7: Facility managers need a plan. I get calls all the time asking “Can you train our people for an active shooter.” My standard response: “Sure. What’s your plan for responding to an active shooter?” Invariably, there is a long pause followed by “Plan? We need a plan?” Yes. We train to a plan — that is site-specific — that details how employees respond, which is locked into effective Command Control and Communications. All of this is required by law. If managers have run a YouTube video for occupants and believe that is a plan and training, they will fail. The law requires every employer in the U.S. to have an Emergency Action Plan (EAP) where occupants will find site-specific, active shooter procedures and Command, Control and Communications. The site-specific EAP is required by law for every employer no matter size, number of employees or business model.

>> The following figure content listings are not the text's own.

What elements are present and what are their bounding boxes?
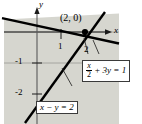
equation-box-fraction: x 2 + 3y = 1 (82, 60, 130, 82)
y-tick-label-neg1: -1 (15, 57, 23, 66)
equation-fraction-rest: + 3y = 1 (94, 65, 126, 75)
math-figure: y x (2, 0) 1 -1 -2 2 x 2 + 3y = 1 x − y … (0, 0, 142, 124)
x-axis-label: x (114, 26, 118, 35)
x-intercept-label: 2 (84, 45, 89, 54)
intersection-label: (2, 0) (60, 13, 82, 23)
intersection-point (82, 29, 88, 35)
fraction-denominator: 2 (86, 71, 92, 79)
fraction-x-over-2: x 2 (86, 62, 92, 80)
y-tick-label-neg2: -2 (15, 88, 23, 97)
x-tick-label-1: 1 (58, 42, 63, 51)
y-axis-label: y (39, 0, 43, 9)
equation-box-linear: x − y = 2 (36, 101, 78, 114)
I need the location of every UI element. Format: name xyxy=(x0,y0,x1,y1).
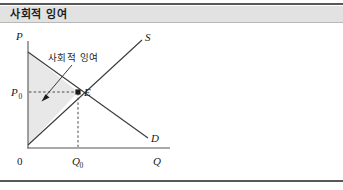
bottom-divider-rule xyxy=(0,180,343,182)
equilibrium-price-label-subscript: 0 xyxy=(19,92,23,101)
demand-curve-label: D xyxy=(150,132,159,144)
page-title: 사회적 잉여 xyxy=(10,7,67,22)
producer-surplus-region xyxy=(28,92,78,145)
quantity-axis-label: Q xyxy=(153,155,161,167)
supply-demand-chart: P Q 0 P 0 Q 0 S D E 사회적 잉여 xyxy=(0,24,343,178)
surplus-annotation: 사회적 잉여 xyxy=(48,52,98,63)
figure-root: 사회적 잉여 P Q 0 P 0 Q 0 S xyxy=(0,0,343,190)
equilibrium-point-label: E xyxy=(83,86,91,98)
supply-curve-label: S xyxy=(145,31,151,43)
equilibrium-quantity-label-subscript: 0 xyxy=(80,161,84,170)
equilibrium-point-marker xyxy=(75,89,80,94)
origin-label: 0 xyxy=(17,155,23,167)
top-divider-rule xyxy=(0,3,343,5)
price-axis-label: P xyxy=(15,30,23,42)
equilibrium-price-label: P xyxy=(10,86,18,98)
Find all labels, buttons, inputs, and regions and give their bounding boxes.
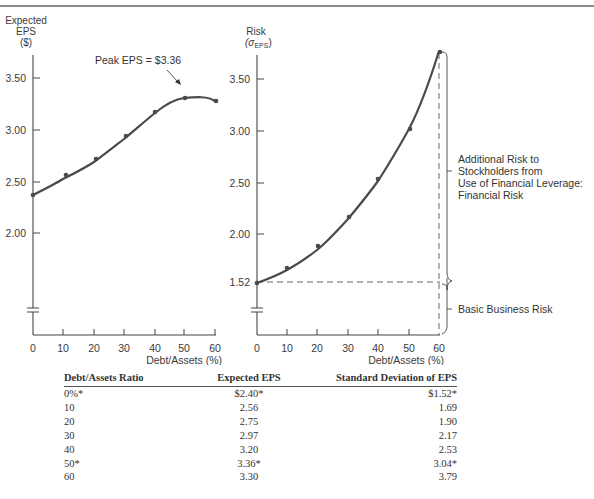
cell-expected-eps: 3.20 — [184, 443, 314, 457]
business-risk-label: Basic Business Risk — [458, 303, 553, 315]
eps-x-label: Debt/Assets (%) — [146, 354, 222, 365]
risk-ytick: 1.52 — [230, 276, 251, 288]
cell-std-dev: 2.53 — [314, 443, 457, 457]
risk-ytick: 3.00 — [230, 125, 251, 137]
risk-y-label-1: Risk — [246, 26, 266, 37]
cell-expected-eps: 3.30 — [184, 470, 314, 484]
risk-xtick: 10 — [281, 342, 293, 354]
cell-debt-assets: 10 — [64, 401, 184, 415]
financial-risk-label-4: Financial Risk — [458, 189, 524, 201]
cell-std-dev: $1.52* — [314, 387, 457, 401]
eps-curve — [33, 97, 215, 195]
risk-xtick: 60 — [433, 342, 445, 354]
risk-points — [255, 50, 443, 286]
risk-xtick: 50 — [403, 342, 415, 354]
peak-eps-annotation: Peak EPS = $3.36 — [95, 54, 181, 66]
eps-xtick: 30 — [118, 342, 130, 354]
eps-xtick: 10 — [57, 342, 69, 354]
cell-expected-eps: 2.75 — [184, 415, 314, 429]
risk-xtick: 0 — [254, 342, 260, 354]
eps-xtick: 20 — [88, 342, 100, 354]
table-row: 302.972.17 — [64, 429, 457, 443]
col-header-debt-assets: Debt/Assets Ratio — [64, 372, 184, 387]
eps-ytick: 2.00 — [6, 227, 27, 239]
risk-ytick: 3.50 — [230, 73, 251, 85]
eps-ytick: 3.00 — [6, 124, 27, 136]
risk-ytick: 2.50 — [230, 177, 251, 189]
risk-xtick: 20 — [311, 342, 323, 354]
cell-std-dev: 2.17 — [314, 429, 457, 443]
eps-xtick: 0 — [30, 342, 36, 354]
cell-expected-eps: 2.97 — [184, 429, 314, 443]
eps-y-label-2: EPS — [16, 26, 36, 37]
eps-xtick: 60 — [209, 342, 221, 354]
cell-expected-eps: 3.36* — [184, 457, 314, 471]
table-row: 202.751.90 — [64, 415, 457, 429]
cell-std-dev: 1.69 — [314, 401, 457, 415]
table-header-row: Debt/Assets Ratio Expected EPS Standard … — [64, 372, 457, 387]
eps-chart: Expected EPS ($) 3.50 3.00 2.50 2.00 — [5, 15, 222, 365]
peak-arrow — [167, 70, 178, 82]
eps-ytick: 2.50 — [6, 176, 27, 188]
risk-xtick: 40 — [372, 342, 384, 354]
cell-std-dev: 1.90 — [314, 415, 457, 429]
cell-debt-assets: 30 — [64, 429, 184, 443]
financial-risk-label-2: Stockholders from — [458, 165, 543, 177]
eps-y-label-3: ($) — [20, 37, 32, 48]
table-row: 50*3.36*3.04* — [64, 457, 457, 471]
eps-ytick: 3.50 — [6, 72, 27, 84]
risk-curve — [257, 51, 439, 283]
col-header-std-dev: Standard Deviation of EPS — [314, 372, 457, 387]
financial-risk-label-1: Additional Risk to — [458, 153, 539, 165]
col-header-expected-eps: Expected EPS — [184, 372, 314, 387]
cell-debt-assets: 60 — [64, 470, 184, 484]
risk-ytick: 2.00 — [230, 228, 251, 240]
cell-expected-eps: 2.56 — [184, 401, 314, 415]
table-row: 0%*$2.40*$1.52* — [64, 387, 457, 401]
eps-y-label-1: Expected — [5, 15, 47, 26]
eps-xtick: 40 — [149, 342, 161, 354]
cell-debt-assets: 40 — [64, 443, 184, 457]
cell-std-dev: 3.79 — [314, 470, 457, 484]
cell-debt-assets: 0%* — [64, 387, 184, 401]
table-row: 102.561.69 — [64, 401, 457, 415]
charts-canvas: Expected EPS ($) 3.50 3.00 2.50 2.00 — [0, 0, 594, 365]
table-row: 603.303.79 — [64, 470, 457, 484]
business-risk-brace — [442, 284, 447, 334]
eps-data-table: Debt/Assets Ratio Expected EPS Standard … — [64, 372, 457, 484]
risk-xtick: 30 — [342, 342, 354, 354]
cell-debt-assets: 20 — [64, 415, 184, 429]
financial-risk-label-3: Use of Financial Leverage: — [458, 177, 583, 189]
risk-chart: Risk (σEPS) 3.50 3.00 2.50 2.00 1.52 0 1… — [230, 26, 583, 365]
cell-std-dev: 3.04* — [314, 457, 457, 471]
risk-x-label: Debt/Assets (%) — [368, 354, 444, 365]
cell-expected-eps: $2.40* — [184, 387, 314, 401]
cell-debt-assets: 50* — [64, 457, 184, 471]
risk-y-label-2: (σEPS) — [245, 37, 272, 49]
eps-xtick: 50 — [178, 342, 190, 354]
table-row: 403.202.53 — [64, 443, 457, 457]
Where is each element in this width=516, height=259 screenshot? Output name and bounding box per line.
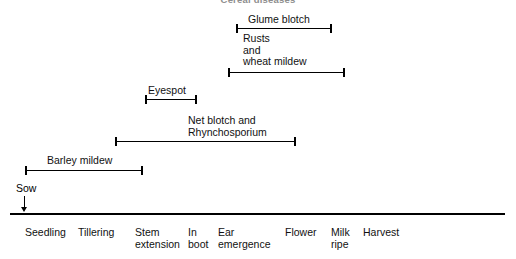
stage-label-milk-ripe: Milkripe	[331, 226, 350, 250]
stage-label-line: Harvest	[363, 226, 399, 238]
band-duration-bar-barley-mildew	[25, 166, 143, 175]
stage-label-ear-emergence: Earemergence	[218, 226, 271, 250]
band-label-net-blotch-and-rhynchosporium: Net blotch andRhynchosporium	[188, 115, 267, 138]
bar-rule	[228, 72, 345, 73]
bar-rule	[236, 28, 332, 29]
band-label-barley-mildew: Barley mildew	[47, 155, 112, 167]
stage-label-flower: Flower	[285, 226, 317, 238]
stage-label-line: extension	[135, 238, 180, 250]
bar-cap-left	[115, 137, 117, 146]
bar-cap-left	[25, 166, 27, 175]
band-label-line: Rusts	[243, 33, 307, 45]
bar-cap-right	[330, 24, 332, 33]
stage-label-line: Flower	[285, 226, 317, 238]
stage-label-line: Ear	[218, 226, 271, 238]
bar-rule	[25, 170, 143, 171]
band-duration-bar-net-blotch-and-rhynchosporium	[115, 137, 296, 146]
sow-label: Sow	[16, 182, 36, 194]
bar-rule	[115, 141, 296, 142]
stage-label-tillering: Tillering	[78, 226, 114, 238]
figure-title: Cereal diseases	[0, 0, 516, 5]
stage-label-harvest: Harvest	[363, 226, 399, 238]
cereal-disease-timeline-figure: Cereal diseases Glume blotchRustsandwhea…	[0, 0, 516, 259]
stage-label-line: Tillering	[78, 226, 114, 238]
sow-arrow-shaft	[24, 196, 25, 207]
stage-label-line: In	[188, 226, 208, 238]
stage-label-in-boot: Inboot	[188, 226, 208, 250]
stage-label-line: boot	[188, 238, 208, 250]
stage-label-line: emergence	[218, 238, 271, 250]
band-label-line: wheat mildew	[243, 56, 307, 68]
bar-cap-right	[343, 68, 345, 77]
band-label-line: Barley mildew	[47, 155, 112, 167]
band-duration-bar-eyespot	[145, 95, 197, 104]
band-duration-bar-rusts-and-wheat-mildew	[228, 68, 345, 77]
stage-label-seedling: Seedling	[25, 226, 66, 238]
band-label-line: Net blotch and	[188, 115, 267, 127]
sow-arrow-head	[21, 207, 27, 212]
stage-label-line: Seedling	[25, 226, 66, 238]
bar-cap-left	[236, 24, 238, 33]
growth-stage-axis-line	[10, 213, 505, 215]
bar-cap-right	[195, 95, 197, 104]
stage-label-line: Stem	[135, 226, 180, 238]
stage-label-line: ripe	[331, 238, 350, 250]
bar-cap-left	[145, 95, 147, 104]
stage-label-line: Milk	[331, 226, 350, 238]
stage-label-stem-extension: Stemextension	[135, 226, 180, 250]
bar-rule	[145, 99, 197, 100]
bar-cap-left	[228, 68, 230, 77]
bar-cap-right	[294, 137, 296, 146]
band-label-rusts-and-wheat-mildew: Rustsandwheat mildew	[243, 33, 307, 68]
bar-cap-right	[141, 166, 143, 175]
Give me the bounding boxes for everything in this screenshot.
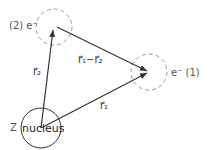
r1-vector <box>41 73 147 128</box>
electron-1-label: e⁻ (1) <box>171 68 200 78</box>
r2-label: r⃗₂ <box>33 67 41 77</box>
charge-label: Z <box>10 123 17 133</box>
electron-2-label: (2) e⁻ <box>9 21 38 31</box>
r1-label: r⃗₁ <box>100 101 108 111</box>
r1-minus-r2-label: r⃗₁−r⃗₂ <box>78 55 103 65</box>
electron-1-circle <box>131 54 167 90</box>
nucleus-label: nucleus <box>22 123 65 134</box>
electron-2-circle <box>36 9 72 45</box>
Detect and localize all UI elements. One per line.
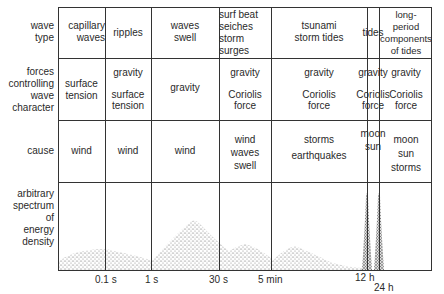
cell-cause-ripples: wind xyxy=(105,145,151,157)
row-divider-1 xyxy=(58,58,431,59)
tick-0.1s: 0.1 s xyxy=(95,274,117,285)
row-divider-3 xyxy=(58,182,431,183)
tick-1s: 1 s xyxy=(145,274,158,285)
cell-cause-surf-beat: wind waves swell xyxy=(219,133,271,172)
tick-30s: 30 s xyxy=(209,274,228,285)
tick-12h: 12 h xyxy=(355,272,374,283)
table-left-border xyxy=(58,7,59,271)
cell-wave-type-surf-beat: surf beat seiches storm surges xyxy=(219,9,271,57)
cell-forces-long-period: gravity Coriolis force xyxy=(381,67,431,111)
table-top-border xyxy=(58,7,431,8)
col-divider-1s xyxy=(151,7,152,271)
cell-forces-waves: gravity xyxy=(151,82,219,94)
row-divider-2 xyxy=(58,120,431,121)
cell-forces-capillary: surface tension xyxy=(58,78,105,102)
cell-forces-ripples: gravity surface tension xyxy=(105,67,151,111)
x-axis xyxy=(58,270,431,271)
cell-cause-waves: wind xyxy=(151,145,219,157)
tsunami-hump xyxy=(271,246,362,270)
tick-5min: 5 min xyxy=(258,274,282,285)
tick-24h: 24 h xyxy=(374,282,393,293)
cell-wave-type-waves: waves swell xyxy=(151,20,219,44)
cell-cause-long-period: moon sun storms xyxy=(381,133,431,175)
cell-wave-type-ripples: ripples xyxy=(105,27,151,39)
cell-wave-type-capillary: capillary waves xyxy=(58,20,105,44)
cell-cause-capillary: wind xyxy=(58,145,105,157)
cell-forces-surf-beat: gravity Coriolis force xyxy=(219,67,271,111)
col-divider-0.1s xyxy=(105,7,106,271)
cell-wave-type-long-period: long- period components of tides xyxy=(379,9,433,57)
cell-wave-type-tsunami: tsunami storm tides xyxy=(271,20,367,44)
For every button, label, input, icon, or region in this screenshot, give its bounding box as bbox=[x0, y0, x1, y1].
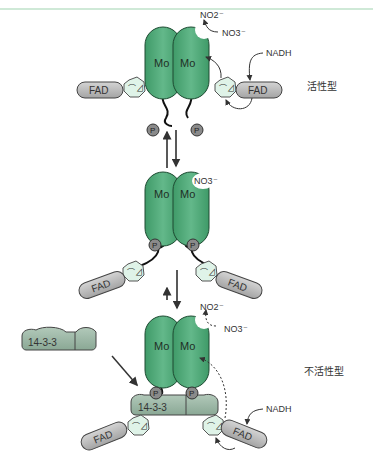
svg-text:P: P bbox=[194, 126, 199, 135]
svg-text:14-3-3: 14-3-3 bbox=[28, 337, 57, 348]
svg-text:P: P bbox=[189, 389, 194, 398]
electron-donor-label: NADH bbox=[266, 48, 292, 58]
phosphorylated-state: Mo Mo NO3⁻ P P ⌒⊿ ⌒⊿ FAD FAD bbox=[77, 172, 265, 301]
svg-text:NO3⁻: NO3⁻ bbox=[224, 324, 248, 334]
svg-text:NO2⁻: NO2⁻ bbox=[200, 302, 224, 312]
svg-text:P: P bbox=[150, 126, 155, 135]
svg-text:Mo: Mo bbox=[154, 188, 169, 200]
binding-arrow bbox=[112, 356, 137, 385]
mo-label: Mo bbox=[180, 57, 195, 69]
nitrate-reductase-regulation-diagram: Mo Mo ⌒⊿ ⌒⊿ FAD FAD P P NO2⁻ NO3⁻ NADH 活… bbox=[0, 0, 373, 476]
svg-text:⌒⊿: ⌒⊿ bbox=[219, 84, 235, 93]
svg-text:Mo: Mo bbox=[180, 340, 195, 352]
substrate-label: NO3⁻ bbox=[222, 28, 246, 38]
svg-text:⌒⊿: ⌒⊿ bbox=[132, 422, 148, 431]
product-label: NO2⁻ bbox=[200, 10, 224, 20]
active-state-label: 活性型 bbox=[307, 80, 337, 92]
svg-text:FAD: FAD bbox=[89, 85, 108, 96]
inactive-state: Mo Mo 14-3-3 P P ⌒⊿ ⌒⊿ FAD FAD NO2⁻ NO3⁻… bbox=[79, 302, 344, 452]
svg-text:⌒⊿: ⌒⊿ bbox=[200, 268, 216, 277]
active-state: Mo Mo ⌒⊿ ⌒⊿ FAD FAD P P NO2⁻ NO3⁻ NADH 活… bbox=[77, 10, 337, 136]
svg-text:P: P bbox=[152, 241, 157, 250]
svg-text:⌒⊿: ⌒⊿ bbox=[207, 422, 223, 431]
svg-text:Mo: Mo bbox=[154, 340, 169, 352]
svg-text:P: P bbox=[190, 241, 195, 250]
svg-text:NADH: NADH bbox=[266, 404, 292, 414]
svg-text:P: P bbox=[153, 389, 158, 398]
svg-text:⌒⊿: ⌒⊿ bbox=[128, 84, 144, 93]
svg-text:FAD: FAD bbox=[248, 85, 267, 96]
svg-text:⌒⊿: ⌒⊿ bbox=[127, 268, 143, 277]
inactive-state-label: 不活性型 bbox=[304, 365, 344, 377]
substrate-label: NO3⁻ bbox=[194, 176, 218, 186]
free-14-3-3-protein: 14-3-3 bbox=[22, 327, 96, 350]
svg-text:14-3-3: 14-3-3 bbox=[138, 402, 167, 413]
mo-label: Mo bbox=[154, 57, 169, 69]
svg-text:Mo: Mo bbox=[180, 188, 195, 200]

8: Great plans are a smart thing; training is everything. If facility managers don’t get their plans off the paper and into occupants’ heads, then they have failed. The law requires employers to train everyone from CEO to the just-hired unpaid intern. Employers are required to train in a classroom setting — on-screen training alone is illegal. It is required to train when the plan is created, at hire and annually thereafter. Employers are required to employ a “qualified” trainer — qualified by experience and training. If facility managers think that inviting the police department to “train” occupants is all they need to do, they have failed. Should establishments confer with police? Of course. But, the police will brief on what they’re trained to do. That is not the same as a facility manager training occupants to their plan, at their workplace, regarding their response procedures. The police and fire departments should be happy to explain how they respond. They have no duty of care to plan and or train the facility’s occupants.
9: There is nothing in local, state or federal law that asks or requires the landlord to create the plan or train occupants. The landlord/property manager does not have a plan. The landlord has no duty of care to create a plan or train occupants. It’s the tenant’s responsibility to create a plan and train occupants.
10: Every employer in the U.S. has a duty of care to keep all employees safe at the workplace. That duty of care extends to contractors, visitors — any person on the premises. “Each employer shall furnish…a place of employment…free from recognized hazards that are causing or are likely to cause death or serious physical harm to employees.” [29 USC 654 §5(a)(1)]. This is not a foggy interpretation. This is not a guideline. This is not a regulation. This is a law passed by the U.S. Congress and signed by the President — in 1970.
Facility managers can fight all this. They can run from all this. But they can’t hide from any of it. Create or recreate an Emergency Action Plan and train all occupants. Today.
Bo Mitchell is president and CEO of 911 Consulting. He is the former police commissioner of Wilton, Connecticut and has earned 21 certifications in homeland security, emergency management, disaster recovery, business continuity, safety and security. He will be presenting at NFMT Baltimore in March. His session is titled “Active Shooter in Your Workplace: How to Respond, Limit Liability and Long-term Consequences.” Register at www.nfmt.com/baltimore.